The impact isn’t limited to the founder. When a leader is operating from toxic stress, the effects ripple through the company – the team often feels it long before the leader does. Bringing reflective practices and honest feedback conversations into the leadership team creates a shared ability to course-correct early, so the company as a whole can sustain healthy, high-quality performance rather than burning itself out.
Investors love metrics. How should a founder measure the ROI of their coaching engagement? Is it purely qualitative—just feeling better—or can we tie it to tangible business outcomes?
Measuring ROI in coaching is important, but it’s rarely a clean attribution exercise. There’s no A/B test where we can compare a founder’s current reality with an alternate version of their life without coaching. So the question isn’t, “Did coaching cause this exact outcome?” but rather, “What observable changes have occurred in my behavior and my decision-making, and how are these influencing the outcomes I’m creating?”
I once worked with an early-stage founder on some core relational skills. A few months after our engagement ended, he told me his closing rate had tripled and his relationships at home felt much closer. His team and family independently attributed these changes to coaching. But as with any developmental work, the precise extent to which coaching drove the outcomes comes down to a reasonable, good-faith assessment rather than a perfect empirical measure.
And thus, measuring ROI is really about looking across the domains that matter – decision-making, team dynamics, relationships, resilience, and tangible business outcomes – and asking whether the founder is showing up in a way that consistently produces better results. When the internal operating system shifts, the external results tend to shift with it.
Have you ever had to turn away a potential client? What are the traits or mindsets that make a founder “uncoachable”?
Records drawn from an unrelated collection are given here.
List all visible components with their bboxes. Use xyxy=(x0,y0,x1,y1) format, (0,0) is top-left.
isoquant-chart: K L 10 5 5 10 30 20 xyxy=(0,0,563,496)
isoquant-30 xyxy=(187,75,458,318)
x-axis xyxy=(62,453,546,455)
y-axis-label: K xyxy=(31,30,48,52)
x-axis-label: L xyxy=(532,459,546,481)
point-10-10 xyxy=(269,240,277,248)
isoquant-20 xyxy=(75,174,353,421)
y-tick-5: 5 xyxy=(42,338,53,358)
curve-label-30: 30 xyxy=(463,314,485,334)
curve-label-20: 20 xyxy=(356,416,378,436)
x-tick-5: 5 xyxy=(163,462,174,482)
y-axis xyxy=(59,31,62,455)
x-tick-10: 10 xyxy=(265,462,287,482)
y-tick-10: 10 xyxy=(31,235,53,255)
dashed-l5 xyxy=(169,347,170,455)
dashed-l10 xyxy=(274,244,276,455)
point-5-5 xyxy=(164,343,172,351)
One of the biggest factors in a successful coaching engagement is a client’s genuine commitment to their own development and their openness to trying new ways of seeing and doing things. By the time a prospective client reaches out for a discovery call, there is usually already some desire for meaningful change. That willingness is essential because coaching works best when the client is actively engaged in their own growth.
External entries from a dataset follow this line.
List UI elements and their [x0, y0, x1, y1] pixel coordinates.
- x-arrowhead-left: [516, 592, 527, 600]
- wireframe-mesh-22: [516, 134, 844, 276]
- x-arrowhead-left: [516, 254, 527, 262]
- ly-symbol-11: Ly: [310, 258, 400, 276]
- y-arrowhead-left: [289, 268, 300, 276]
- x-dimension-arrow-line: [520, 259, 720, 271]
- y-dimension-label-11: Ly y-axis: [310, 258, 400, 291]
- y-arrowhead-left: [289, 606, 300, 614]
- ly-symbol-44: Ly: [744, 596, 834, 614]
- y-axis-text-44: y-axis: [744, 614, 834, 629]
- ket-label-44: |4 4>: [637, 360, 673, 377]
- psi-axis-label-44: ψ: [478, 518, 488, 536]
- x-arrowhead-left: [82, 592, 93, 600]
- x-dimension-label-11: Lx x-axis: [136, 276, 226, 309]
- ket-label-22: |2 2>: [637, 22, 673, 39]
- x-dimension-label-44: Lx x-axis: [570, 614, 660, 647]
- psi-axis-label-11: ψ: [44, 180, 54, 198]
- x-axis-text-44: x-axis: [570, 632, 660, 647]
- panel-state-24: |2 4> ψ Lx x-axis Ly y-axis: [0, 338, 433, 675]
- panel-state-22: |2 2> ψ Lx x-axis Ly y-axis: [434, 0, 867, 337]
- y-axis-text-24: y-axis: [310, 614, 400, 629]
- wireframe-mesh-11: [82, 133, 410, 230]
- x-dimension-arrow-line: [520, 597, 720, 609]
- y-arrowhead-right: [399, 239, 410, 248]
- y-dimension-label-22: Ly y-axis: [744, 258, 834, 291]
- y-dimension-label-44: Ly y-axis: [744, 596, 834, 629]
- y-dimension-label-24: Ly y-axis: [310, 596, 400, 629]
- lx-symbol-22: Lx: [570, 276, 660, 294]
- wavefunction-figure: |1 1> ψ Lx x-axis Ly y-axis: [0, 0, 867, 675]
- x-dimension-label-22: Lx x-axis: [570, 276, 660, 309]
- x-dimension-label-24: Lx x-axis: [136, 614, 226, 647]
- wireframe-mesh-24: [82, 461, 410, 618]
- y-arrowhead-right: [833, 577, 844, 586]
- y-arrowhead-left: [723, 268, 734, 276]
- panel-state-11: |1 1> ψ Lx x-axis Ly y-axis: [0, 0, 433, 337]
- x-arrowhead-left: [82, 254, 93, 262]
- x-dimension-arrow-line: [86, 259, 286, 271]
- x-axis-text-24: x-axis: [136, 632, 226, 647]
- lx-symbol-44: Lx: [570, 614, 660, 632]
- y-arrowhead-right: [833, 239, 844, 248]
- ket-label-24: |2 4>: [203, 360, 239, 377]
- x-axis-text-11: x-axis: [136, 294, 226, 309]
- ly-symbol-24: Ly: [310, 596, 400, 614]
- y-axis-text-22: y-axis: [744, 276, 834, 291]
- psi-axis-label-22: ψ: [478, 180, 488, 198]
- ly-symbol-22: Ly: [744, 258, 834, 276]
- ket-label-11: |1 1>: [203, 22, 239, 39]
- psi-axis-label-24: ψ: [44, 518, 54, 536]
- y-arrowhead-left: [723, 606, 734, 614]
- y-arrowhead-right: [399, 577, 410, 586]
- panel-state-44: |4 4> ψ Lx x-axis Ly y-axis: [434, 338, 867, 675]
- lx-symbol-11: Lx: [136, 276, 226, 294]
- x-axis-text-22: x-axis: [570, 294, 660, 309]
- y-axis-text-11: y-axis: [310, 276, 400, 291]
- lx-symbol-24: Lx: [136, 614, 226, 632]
The chemistry between the coach and the client also matters a great deal. The most effective coaching containers are built on openness, trust, and a natural sense of rapport. Not every coach is the right fit for every client, and that’s completely normal. The chemistry call is where we explore whether we can genuinely build that kind of space together. If it’s not the right fit, I’ll refer the founder to another coach with whom they may have a better chemistry. The priority is always to create the best possible environment for a client’s development. The only time I’d consider someone truly ‘uncoachable’ is if they genuinely have no interest in their own development or are unwilling to look at their part in the patterns they’re facing.
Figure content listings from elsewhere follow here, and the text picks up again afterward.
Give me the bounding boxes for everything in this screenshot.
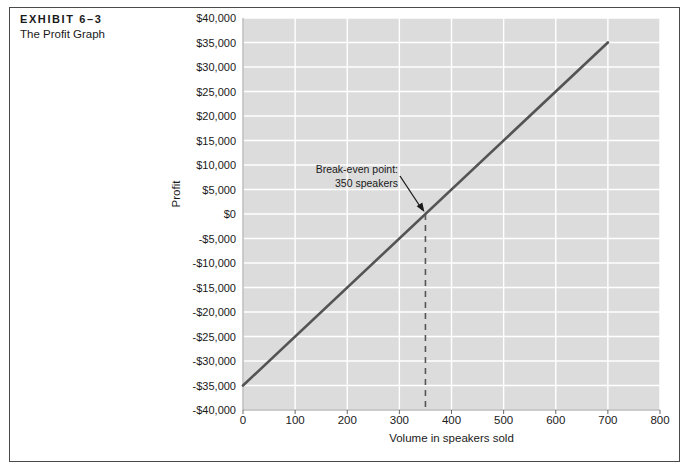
- x-tick-label: 0: [240, 414, 246, 426]
- x-tick-label: 100: [286, 414, 305, 426]
- y-tick-label: -$35,000: [150, 380, 236, 392]
- y-tick-label: $30,000: [150, 61, 236, 73]
- break-even-annotation: Break-even point: 350 speakers: [288, 163, 398, 191]
- profit-graph-chart: $40,000$35,000$30,000$25,000$20,000$15,0…: [0, 0, 691, 473]
- x-tick-label: 400: [442, 414, 461, 426]
- y-tick-label: -$5,000: [150, 233, 236, 245]
- y-tick-label: $0: [150, 208, 236, 220]
- y-tick-label: $40,000: [150, 12, 236, 24]
- annotation-line-1: Break-even point:: [288, 163, 398, 177]
- y-tick-label: $5,000: [150, 184, 236, 196]
- y-tick-label: $35,000: [150, 37, 236, 49]
- y-tick-label: -$10,000: [150, 257, 236, 269]
- annotation-arrow: [400, 176, 424, 212]
- y-axis-title: Profit: [170, 174, 182, 214]
- annotation-line-2: 350 speakers: [288, 177, 398, 191]
- y-tick-label: -$25,000: [150, 331, 236, 343]
- x-tick-label: 800: [650, 414, 669, 426]
- y-tick-label: $25,000: [150, 86, 236, 98]
- exhibit-figure: EXHIBIT 6–3 The Profit Graph $40,000$35,…: [0, 0, 691, 473]
- x-tick-label: 700: [598, 414, 617, 426]
- y-tick-label: -$20,000: [150, 306, 236, 318]
- x-axis-title: Volume in speakers sold: [243, 432, 660, 444]
- y-tick-label: $10,000: [150, 159, 236, 171]
- y-tick-label: $15,000: [150, 135, 236, 147]
- y-tick-label: $20,000: [150, 110, 236, 122]
- gridlines: [243, 18, 660, 410]
- x-tick-label: 200: [338, 414, 357, 426]
- y-tick-label: -$40,000: [150, 404, 236, 416]
- x-tick-label: 500: [494, 414, 513, 426]
- x-tick-label: 600: [546, 414, 565, 426]
- plot-vector-layer: [0, 0, 691, 473]
- y-tick-label: -$30,000: [150, 355, 236, 367]
- x-tick-label: 300: [390, 414, 409, 426]
- y-tick-label: -$15,000: [150, 282, 236, 294]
For a founder reading this who is on the fence about hiring a coach, what is one question they should ask themselves today to determine if they are ready for this kind of work?
One simple way to know if you’re ready for this kind of work is to ask yourself: Am I willing to be open and honest – and even a bit vulnerable – about what’s happening in my life and leadership? And am I willing to try new things?
Coaching isn’t about already being at some ideal starting point. It’s about being willing to explore, reflect, and experiment with new ways of seeing and doing things. If a founder can show up with even a little openness and curiosity – and a willingness to engage sincerely with the process – then they’re already in a good place to begin.